October Nightmares IV #5: The Yellow Wallpaper (1892) by Charlotte Perkins Gilman - The Writing's on the Wall
On paper The Yellow Wallpaper is a difficult sell. A short story in which the protagonist, an unnamed woman, spends the entire text locked in her bedroom describing the room’s gaudy wallpaper? All aboard the HMS Riveting Express. But then again, Dracula begins with its antagonist buying a property in England and ironing out the legal details with the story’s protagonist. Frankenstein’s no better: the main character recounts his boring academic days at university and skips past all the girls he shagged during freshers'.
Whilst relaxing it up in a mansion may sound well and good, the rest cure is a particularly draconian treatment in which the woman is forbidden from doing anything which may interfere with her ‘delicate’ temperament. No reading, writing, exercise, or even thinking about her condition. Just endless rest, locked in a room with bars on the windows with nothing to look at but the stained yellow wallpaper. I know what the crafty bastard is up to: he just wants her out the way so he can play on FIFA uninterrupted.
The Yellow Wallpaper is difficult to pin down. It's told from the perspective of the woman's diary - a woman who is already well into the throes madness. But is it as simple as a tale of a mad woman undergoing severe delusions? She certainly uses the language of the insane, describing the wallpaper as having 'a yellow smell', or reminding her of 'bad yellow things' or its patterns 'plunging off at outrageous angles, destroying themselves in unheard-of contradictions.' Christ - just think how much this wallpaper would cost to buy.
Regardless of whether the woman is actually insane, there's an uneasiness to proceedings evocative of the works of Robert W. Chambers and H.P. Lovecraft. There are allusions to the unnatural, the non-euclidean, and the unknowable. And whilst it is debatable if we are supposed to take it the story at face value - as simply a protest against inhuman practices - or as a ghost story, or even as a cosmic horror story, there's no denying that the story more than earns its place on this list. Just read this line: "Nobody could climb through that pattern—it strangles so; I think that is why it has so many heads.
They get through, and then the pattern strangles them off and turns them upside-down, and makes their eyes white!"
They get through, and then the pattern strangles them off and turns them upside-down, and makes their eyes white!"
And I thought the wood chip walls in my childhood home were bad enough.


* **WHAT TO PRODUCE**:
With pictures left out, set down exactly the lines from the line containing "Locate an element" through the last line of the data.
[Start of section]
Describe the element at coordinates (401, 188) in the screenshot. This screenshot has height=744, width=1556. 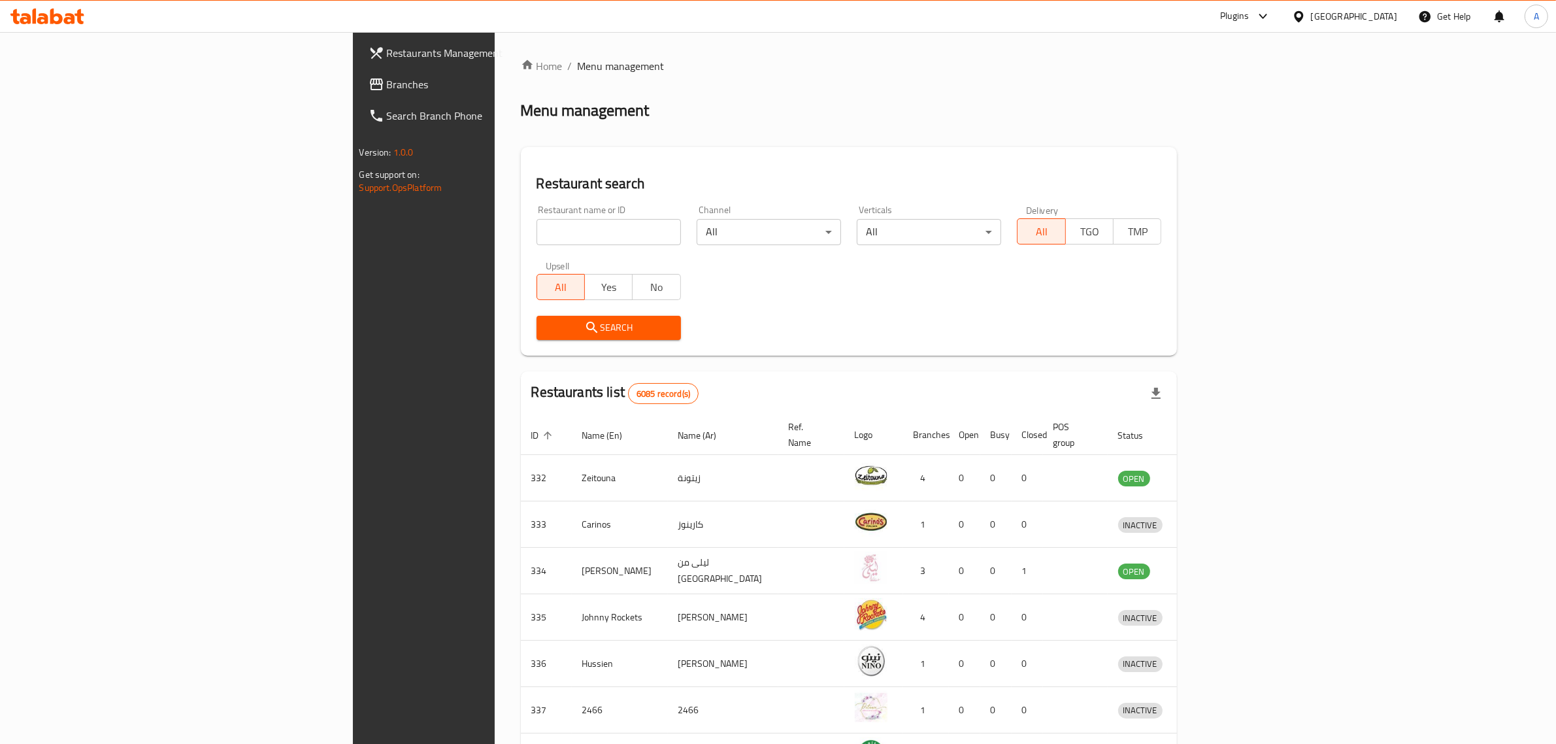
I see `a: Support.OpsPlatform` at that location.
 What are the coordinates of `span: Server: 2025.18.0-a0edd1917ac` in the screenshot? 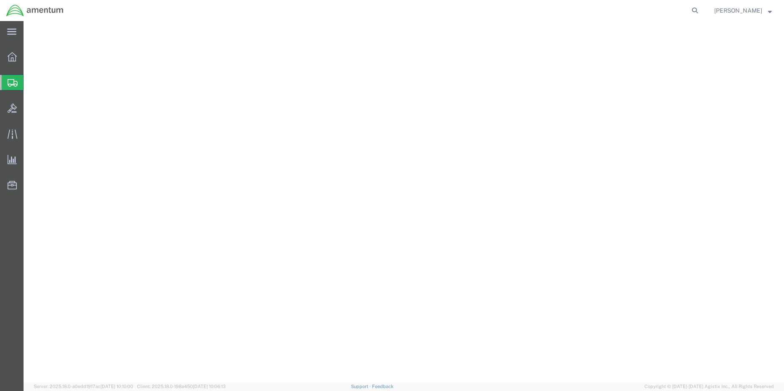 It's located at (83, 386).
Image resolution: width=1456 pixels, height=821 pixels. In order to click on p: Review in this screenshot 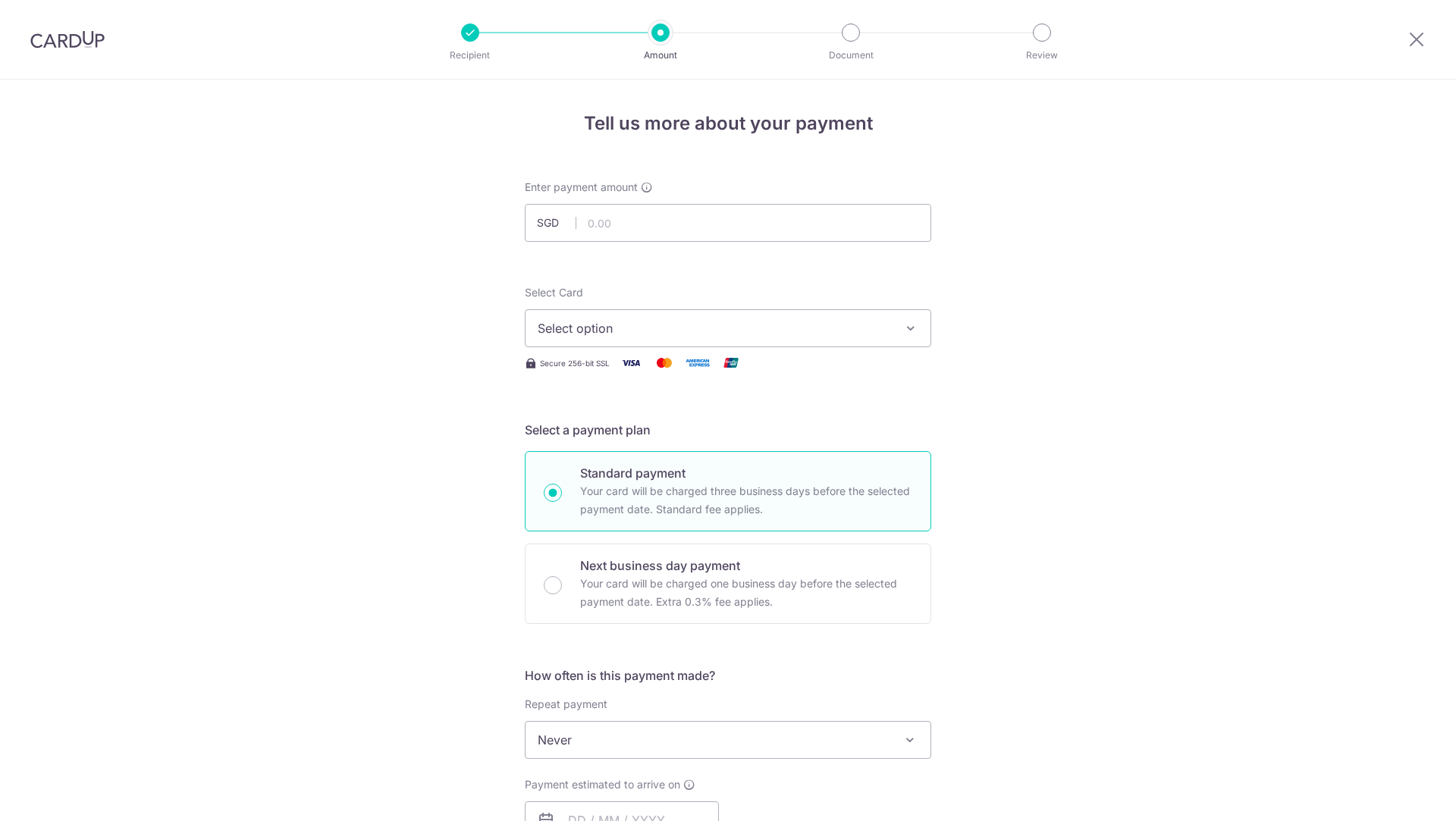, I will do `click(1042, 55)`.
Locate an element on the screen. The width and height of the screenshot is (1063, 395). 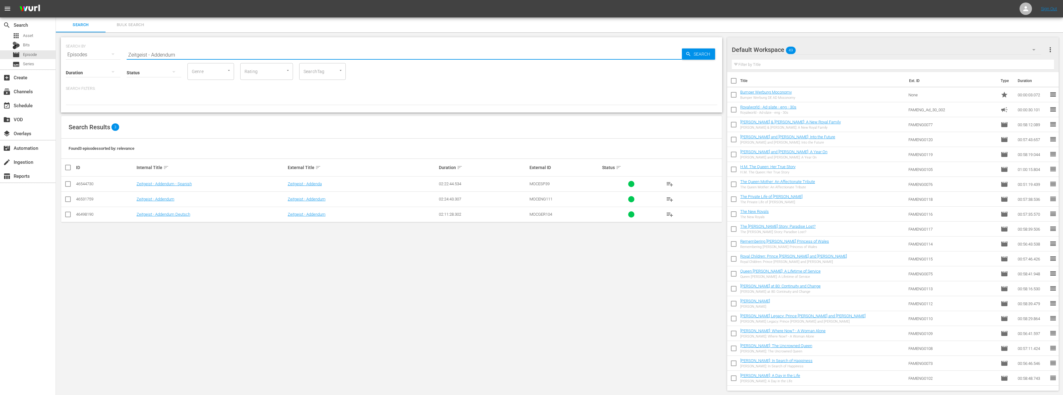
span: MOCGER104 is located at coordinates (541, 214).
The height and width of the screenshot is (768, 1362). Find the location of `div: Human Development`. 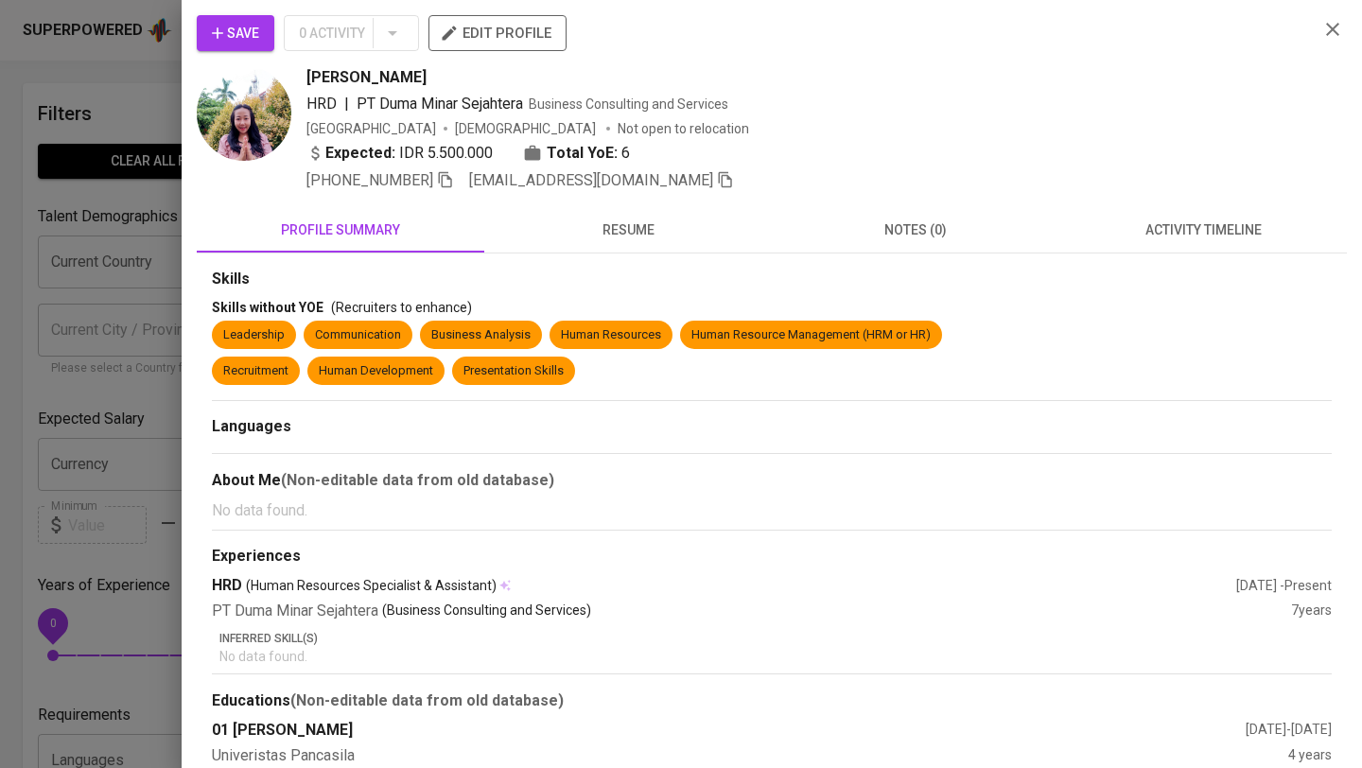

div: Human Development is located at coordinates (375, 371).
[End of section]
* **RESULT OF THIS TASK**:
Locate an element on the screen. The width and height of the screenshot is (1063, 395). 
span: MOCGER104 is located at coordinates (541, 214).
The height and width of the screenshot is (768, 1362). Find the location of `div: Human Development`. 

div: Human Development is located at coordinates (375, 371).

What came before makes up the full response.